Phōs

Chapter 8

Chapter 8 · The Silver Trumpet · Owen Barfield · Bibliothēkē

When Princess Lily was between seven and eight years old, a curious thing happened in Mountainy Castle. It was all the more remarkable because, if there ever was anybody in the world who could be relied upon to behave in exactly the same way upon all occasions, morning and evening, year in year out, Sundays and Christmas Day included, that body was Aunt Gamboy. You always knew just what she was going to wear, just what she was going to say; for all you needed to do was to think carefully as she opened the door of her mouth, what thing you most hoped she wouldn’t wear, do, and say. And then she wore, did, and said it.

But now, very slowly as it seemed, she began to change.

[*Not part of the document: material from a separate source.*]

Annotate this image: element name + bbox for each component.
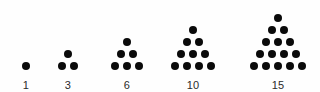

She would still snap the heads off the Castle servants with her sharp tongue, she would still set the Lord Chamberlain and the Lord High Teller of the Other from Which (who had lately received the honourable title of Lord Tullywich) and all the other noble lords of the land by the ears with some ill-judged remark, she would still pore for hours over her black-bound book called Excerpta, and she would still feed the Amalgamated Princesses on aerated bread and desiccated cocoanut, but nevertheless there was a change. And with Aunt Gamboy any sort of change at all, even the tiniest one, was startling enough to everyone who knew her. She put on different clothes. She began to tie her hair with one piece of ribbon instead of three pieces of string. If she was talking to the King, or if she was talking to anyone else and the King was within hearing, her voice would grow a little softer and her tongue a little less sharp. Sometimes she was almost kind to him, on one occasion she even said “Thank you” instead of “Stuff!” and the next night she filled his hot-water bottle from her own kettle.

No doubt she had noticed what everyone else in the Castle had begun to see—that King Courtesy, in spite of little Lily and her pretty pranks, was a sad and lonely man. As he grew older and more tired he seemed to miss the Queen more and more, and at night, when his work was over and he sat in the firelight, he would sometimes fancy she was there beside him, till one of the flames, leaping higher than before, would light up all the room and remind him that he was alone. This would always be long after Princess Lily had gone to bed. At such times he would sit by the hearth far on into the night, his elbows upon his knees and his chin upon his hands, gazing, gazing into the fire, until it turned grey and then black and he was shivery with cold. Then he would trudge wearily up to bed and lie awake till morning, wondering why he had been born.

No doubt Aunt Gamboy had noticed all this.